Both parts of Fig.14 have variance plotted against the dominant frequencies of 'basis' EOFs on x-axis, and describe projection of data and null-hypothesis (NH) surrogates onto 'basis' EOFs (see above). The dominant frequencies of EOFs are calculated with a 0.001/dt resolution in the Nyquist interval from 0 to 0.5/dt. The error bars represent 95% of variance (with settings of Confidence levels such as in Fig. 12) we expect to find in the state-space direction defined by a particular EOF from the 'basis', when analysing a segment of 'NH' noise. Using 'Include EOFS' option we can construct a composite 'NH' as described above, but it is a pure red-noise here. For the upper graph the 'basis' consists of the EOFs of the 'data' covariance matrix, and the projection of data gives us SSA eigenvalues plotted as dots.

For the lower graph, 'basis' EOFs are computed from the expected covariance matrix of the 'NH'. Projection of data does not give SSA eigenvalues here, but the interpretation of the graph is the same. Note how the EOFs of the pure noise NH are almost regularly spaced. According to Allen and Smith ('96) the NH basis avoids artificial varaiance-compression inherited in SSA and therefore it has a lower probability of false-positive results, i.e. identifying the noise components as significant.

For the Data Eofs basis we observe that eigenvalues corresponding to EOFS 1-2 and 3-4 appear almost superimposed on each other at frequencies equal to ~ 0.02 and 0.034 cycle/month, and lie outside the null-hypothesis error bars. Thus they are relatively unlikely ( at the 95% level, with settings of Confidence levels such as in Fig. 12.) to be merely due to selected null-hypothesis process, and represent two signficant oscilattions. The NH basis (lower graph) confirms the significance of these pairs, and we conclude that they correspond to the QB and QQ components of El Niño. The results of the Chi-squared test should always be checked using the Monte Carlo approach, which is also essential with more complex noise models.  We leave it as an exersise to the reader to check that similar results are obtained for our SOI time series with the Monte Carlo SSA test.

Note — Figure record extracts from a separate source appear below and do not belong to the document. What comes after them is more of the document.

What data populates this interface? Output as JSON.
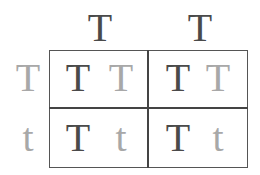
{
  "punnett_square": {
    "columns": [
      "T",
      "T"
    ],
    "rows": [
      "T",
      "t"
    ],
    "cells": [
      [
        {
          "a": "T",
          "b": "T"
        },
        {
          "a": "T",
          "b": "T"
        }
      ],
      [
        {
          "a": "T",
          "b": "t"
        },
        {
          "a": "T",
          "b": "t"
        }
      ]
    ],
    "colors": {
      "dominant_parent": "#4a4a4a",
      "other_parent": "#a8a8a8",
      "grid": "#444444"
    }
  }
}
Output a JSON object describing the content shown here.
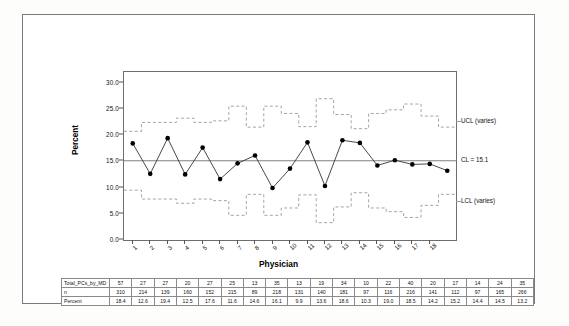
{
  "chart_data": {
    "type": "line",
    "title": "",
    "xlabel": "Physician",
    "ylabel": "Percent",
    "ylim": [
      0.0,
      32.0
    ],
    "yticks": [
      "0.0",
      "5.0",
      "10.0",
      "15.0",
      "20.0",
      "25.0",
      "30.0"
    ],
    "ytick_values": [
      0.0,
      5.0,
      10.0,
      15.0,
      20.0,
      25.0,
      30.0
    ],
    "grid": false,
    "legend_position": "right-inline",
    "categories": [
      "1",
      "2",
      "3",
      "4",
      "5",
      "6",
      "7",
      "8",
      "9",
      "10",
      "11",
      "12",
      "13",
      "14",
      "15",
      "16",
      "17",
      "18",
      "19"
    ],
    "series": [
      {
        "name": "Percent",
        "marker": "filled-circle",
        "values": [
          18.4,
          12.6,
          19.4,
          12.5,
          17.6,
          11.6,
          14.6,
          16.1,
          9.9,
          13.6,
          18.6,
          10.3,
          19.0,
          18.5,
          14.2,
          15.2,
          14.4,
          14.5,
          13.2
        ]
      },
      {
        "name": "UCL (varies)",
        "style": "dashed-step",
        "values": [
          20.7,
          22.4,
          22.4,
          23.2,
          22.4,
          22.7,
          25.5,
          21.5,
          25.5,
          24.1,
          21.6,
          26.9,
          23.9,
          21.2,
          24.1,
          24.8,
          25.9,
          23.6,
          21.5
        ]
      },
      {
        "name": "CL",
        "style": "solid",
        "value": 15.1
      },
      {
        "name": "LCL (varies)",
        "style": "dashed-step",
        "values": [
          9.5,
          7.8,
          7.8,
          7.0,
          7.8,
          7.5,
          4.7,
          8.7,
          4.7,
          6.1,
          8.6,
          3.3,
          6.3,
          9.0,
          6.1,
          5.4,
          4.3,
          6.6,
          8.7
        ]
      }
    ],
    "annotations": [
      {
        "text": "UCL (varies)",
        "y": 22.5
      },
      {
        "text": "CL = 15.1",
        "y": 15.1
      },
      {
        "text": "LCL (varies)",
        "y": 7.3
      }
    ],
    "center_line": 15.1,
    "table": {
      "row_labels": [
        "Total_PCs_by_MD",
        "n",
        "Percent"
      ],
      "rows": [
        [
          "57",
          "27",
          "27",
          "20",
          "27",
          "25",
          "13",
          "35",
          "13",
          "19",
          "34",
          "10",
          "22",
          "40",
          "20",
          "17",
          "14",
          "24",
          "35"
        ],
        [
          "310",
          "214",
          "139",
          "160",
          "152",
          "215",
          "89",
          "218",
          "131",
          "140",
          "181",
          "97",
          "116",
          "216",
          "141",
          "112",
          "97",
          "165",
          "266"
        ],
        [
          "18.4",
          "12.6",
          "19.4",
          "12.5",
          "17.6",
          "11.6",
          "14.6",
          "16.1",
          "9.9",
          "13.6",
          "18.6",
          "10.3",
          "19.0",
          "18.5",
          "14.2",
          "15.2",
          "14.4",
          "14.5",
          "13.2"
        ]
      ]
    }
  },
  "annotations": {
    "ucl": "UCL (varies)",
    "cl": "CL = 15.1",
    "lcl": "LCL (varies)"
  },
  "axes": {
    "y_title": "Percent",
    "x_title": "Physician"
  },
  "colors": {
    "line": "#333333",
    "marker": "#000000",
    "center_line": "#808080",
    "limits": "#9a9a9a",
    "frame": "#6e6e6e",
    "page_frame": "#7a7a7a",
    "text": "#111111"
  }
}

The T-EOFs, T-PCs and variances can be plotted using the Plot Options pull-down menu: 

Figure 15: SSA Plot Options.

The Reconstruction pull-down menu on the main SSA panel allows the reconstruction of the original timeseries from selected SSA components, specified as a space-delimited set of integers: 

Figure 16: SSA Reconstruction Window.


Selecting the identified 'significant' components 1-4, and After hitting the Compute and Plot buttons, a following graphics window will open:

Figure 17: SSA Reconstruction.


Here the reconstructed signal is plotted against original timeseries, with a mean average removed. If this SSA-filtered RC series ('ssarcvec' vector) is now analyzed by MEM or MTM, the frequency spectrum of the RCs is much simpler than that of the complete time series, since most of the "noise" has been removed (Penland et al. 1991, Keppenne and Ghil 1992). The
MEM Spectrum of SOI RCs series is plotted in Fig. 3c.
We leave as an excersise for the user to repeat SSA analysis with 11 SSA Components, and try to identify pair 10-11 with the oscillatory signal. Hint: this is related to the peak in MTM Spectrum at f~0.18 cycles/month.